Adaptability & Simplicity
You’ve adapted to major regulatory changes, significant market drawdowns, and personal life transitions without panic or forced liquidations. Your portfolio has become simpler to understand over time, not more complex. Complexity is expensive, fragile, and doesn’t survive generational transitions well.
Goal-Oriented Decisions
You’ve made decisions based on your goals and circumstances, not based on what products were being pushed or what everyone else was buying. Your structures (legal, tax, investment) still make sense and can be explained to a new advisor or family member without the original architect needing to decode them.
Proactive Conversations
You’ve had difficult conversations with family about wealth, succession, and responsibility, rather than leaving those for lawyers to have after you’re gone. And perhaps most importantly: you’ve spent less time worrying about your wealth and more time using it to enable the life and legacy you actually want.
Endurance
That’s not visible in a quarterly performance report. But it’s what endurance actually looks like.
We are in an era increasingly dominated by short-term thinking: the relentless focus on quarterly earnings reports, annual fund rankings, and the constant scrutiny of monthly portfolio statements. The financial industry often inadvertently encourages this mindset, designing systems that keep you fixated on immediate past performance and speculative future predictions for the next quarter.

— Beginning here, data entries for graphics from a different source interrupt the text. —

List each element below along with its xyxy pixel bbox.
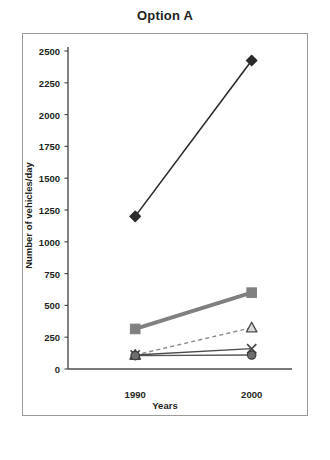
y-axis-tick-label: 2500	[16, 46, 60, 57]
series-diamond	[130, 56, 256, 222]
y-axis-tick-label: 2250	[16, 77, 60, 88]
series-square	[130, 288, 256, 334]
y-axis-tick-label: 500	[16, 300, 60, 311]
y-axis-tick-label: 0	[16, 364, 60, 375]
x-axis-title: Years	[22, 400, 308, 411]
series-layer	[130, 56, 257, 360]
x-axis-tick-label: 2000	[222, 389, 282, 400]
y-axis-tick-label: 250	[16, 332, 60, 343]
y-axis-title: Number of vehicles/day	[23, 136, 34, 296]
x-axis-tick-label: 1990	[105, 389, 165, 400]
axis-layer	[65, 47, 293, 369]
chart-container: Option A 0250500750100012501500175020002…	[0, 0, 330, 460]
y-axis-tick-label: 2000	[16, 109, 60, 120]
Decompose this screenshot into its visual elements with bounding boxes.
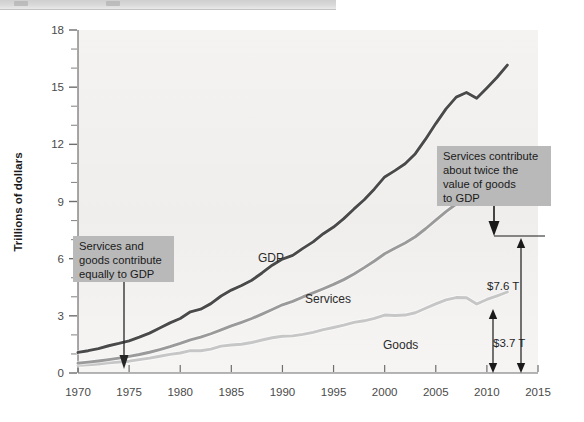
x-tick-label: 1975: [116, 386, 142, 398]
measure-label-goods-gap: $3.7 T: [493, 337, 525, 349]
y-tick-label: 0: [58, 367, 64, 379]
y-tick-label: 6: [58, 253, 64, 265]
callout-right-line-0: Services contribute: [443, 150, 538, 162]
y-tick-label: 3: [58, 310, 64, 322]
y-tick-label: 15: [51, 81, 64, 93]
y-tick-label: 18: [51, 24, 64, 36]
y-axis-title: Trillions of dollars: [12, 152, 24, 251]
y-axis-ticks: [69, 30, 77, 373]
x-axis-tick-labels: 1970197519801985199019952000200520102015: [65, 386, 551, 398]
x-tick-label: 2015: [525, 386, 551, 398]
y-axis-tick-labels: 0369121518: [51, 24, 64, 379]
callout-left-line-0: Services and: [79, 240, 144, 252]
x-tick-label: 2000: [372, 386, 398, 398]
chart-screenshot: 0369121518 19701975198019851990199520002…: [0, 0, 584, 422]
x-tick-label: 2010: [474, 386, 500, 398]
x-tick-label: 1990: [270, 386, 296, 398]
y-tick-label: 9: [58, 196, 64, 208]
callout-left-line-2: equally to GDP: [79, 268, 154, 280]
x-tick-label: 1980: [167, 386, 193, 398]
callout-right-line-3: to GDP: [443, 192, 480, 204]
series-label-services: Services: [305, 292, 351, 306]
x-tick-label: 1995: [321, 386, 347, 398]
series-label-goods: Goods: [383, 338, 418, 352]
callout-right-line-1: about twice the: [443, 164, 518, 176]
callout-right-line-2: value of goods: [443, 178, 516, 190]
callout-left-line-1: goods contribute: [79, 254, 162, 266]
y-tick-label: 12: [51, 138, 64, 150]
series-label-gdp: GDP: [258, 251, 284, 265]
measure-label-services-gap: $7.6 T: [487, 280, 519, 292]
line-chart: 0369121518 19701975198019851990199520002…: [0, 0, 584, 422]
x-tick-label: 1970: [65, 386, 91, 398]
x-tick-label: 1985: [219, 386, 245, 398]
x-tick-label: 2005: [423, 386, 449, 398]
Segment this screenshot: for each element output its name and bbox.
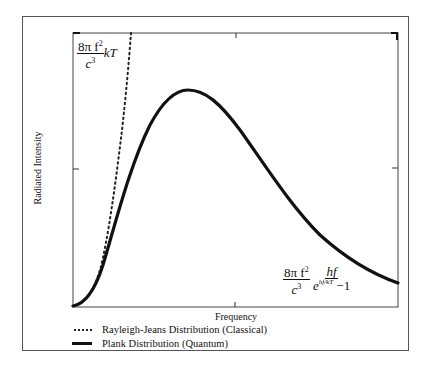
dotted-line-swatch	[72, 324, 92, 334]
legend: Rayleigh-Jeans Distribution (Classical) …	[72, 322, 267, 350]
solid-line-swatch	[72, 338, 92, 348]
legend-item-rayleigh-jeans: Rayleigh-Jeans Distribution (Classical)	[72, 322, 267, 336]
legend-label: Plank Distribution (Quantum)	[102, 338, 228, 349]
y-axis-label: Radiated Intensity	[32, 131, 43, 204]
x-axis-label: Frequency	[215, 311, 257, 322]
legend-item-planck: Plank Distribution (Quantum)	[72, 336, 267, 350]
planck-formula: 8π f2c3 hfehf/kT −1	[283, 263, 350, 297]
rayleigh-jeans-formula: 8π f2c3kT	[77, 37, 117, 71]
legend-label: Rayleigh-Jeans Distribution (Classical)	[102, 324, 267, 335]
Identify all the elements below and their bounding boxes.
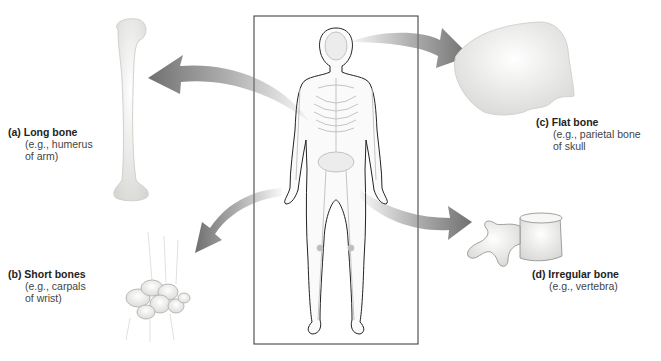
parietal-bone — [455, 22, 575, 115]
humerus-bone — [114, 19, 148, 201]
arrow-to-flat-bone — [350, 28, 470, 68]
label-flat-bone: (c) Flat bone (e.g., parietal bone of sk… — [536, 116, 641, 152]
carpal-bones — [126, 232, 190, 342]
vertebra — [468, 213, 563, 266]
arrow-to-short-bones — [195, 188, 282, 253]
label-short-bones-example: (e.g., carpals of wrist) — [8, 280, 86, 304]
bone-diagram-canvas — [0, 0, 661, 361]
arrow-to-long-bone — [148, 55, 310, 122]
label-long-bone-example: (e.g., humerus of arm) — [8, 138, 93, 162]
label-flat-bone-title: (c) Flat bone — [536, 116, 641, 128]
human-skeleton-figure — [285, 28, 388, 334]
label-flat-bone-example: (e.g., parietal bone of skull — [536, 128, 641, 152]
label-long-bone-title: (a) Long bone — [8, 126, 93, 138]
label-short-bones: (b) Short bones (e.g., carpals of wrist) — [8, 268, 86, 304]
label-irregular-bone: (d) Irregular bone (e.g., vertebra) — [532, 268, 619, 292]
label-short-bones-title: (b) Short bones — [8, 268, 86, 280]
label-long-bone: (a) Long bone (e.g., humerus of arm) — [8, 126, 93, 162]
label-irregular-bone-example: (e.g., vertebra) — [532, 280, 619, 292]
label-irregular-bone-title: (d) Irregular bone — [532, 268, 619, 280]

But families who’ve built substantial wealth didn’t get there by optimising for the short term. They got there through discipline, long-term thinking, and willingness to make decisions that paid off over decades, not months.
Your wealth deserves the same approach.
This is precisely what AuRREnt is built to provide:
That’s what AuRREnt is built to provide. Advice grounded in research rather than product availability.
Structured for alignment rather than transactions. Oriented toward permanence rather than performance
theatre.
The name reflects what this work has always been about. Au for enduring value. Current for what matters now and what flows forward. Together: wealth that lasts because it’s built on structure, clarity, and genuine alignment of interests.
If you’d like to discuss how this applies to your family’s specific situation, we’re here for that conversation.
| Indices | 01-01-2026 | 31-01-2026 | High | Low |
|---|---|---|---|---|
| BSE S&P SENSEX | 85,255.55 | 82,269.78 | 85,883.50 | 81,088.59 |
| NIFTY 50 | 26,173.30 | 25,320.65 | 26,373.20 | 24,919.80 |
AUM Data of Mutual Fund
| Particulars | AUM As On 31-12-2025 | Fresh Fund Mobilized During Jan-26 | Redemption During Jan-26 | AUM As On 31-01-2026 |
|---|---|---|---|---|
| Total AUM of all mutual fund schemes | 79.19 | 13.85 | 12.28 | 80.76 |
| AUM of equity oriented (growth) schemes | 34.63 | 0.66 | 0.42 | 34.87 |
Source: Association of Mutual Fund of India (AMFI)
(INR. In Crore)
| Month | SIP Contribution (₹ Crore) | SIP AUM (₹ Crore) |
|---|---|---|
| Jan-2026 | 31,002 | 16,36,082 |
FII’s selling in the month is 0.42 Lakh.
DII’s buying in the month is 0.69 Lakh
| FII / DII | Gross Purchase | Gross Sale | Net |
|---|---|---|---|
| FII | 3.00 Lakh | 3.42 Lakh | (0.42 Lakh) |
| DII | 3.64 Lakh | 2.95 Lakh | 0.69 Lakh |
All statistics, contents, comparisons, conclusive discussions, other data, etc provided in this bulletin are based on facts and figures available in the public domain. We does not favour any particular product, fund, securities, stocks, investment mode, strategy or fund manager, etc. Comparison of any products, strategies, etc does not intent to favour any particular product, strategy, etc. Investment is a matter of independence and subjectivity. Investors are kindly requested to use their judgment, and decision or consult your financial advisor before making an investment decision.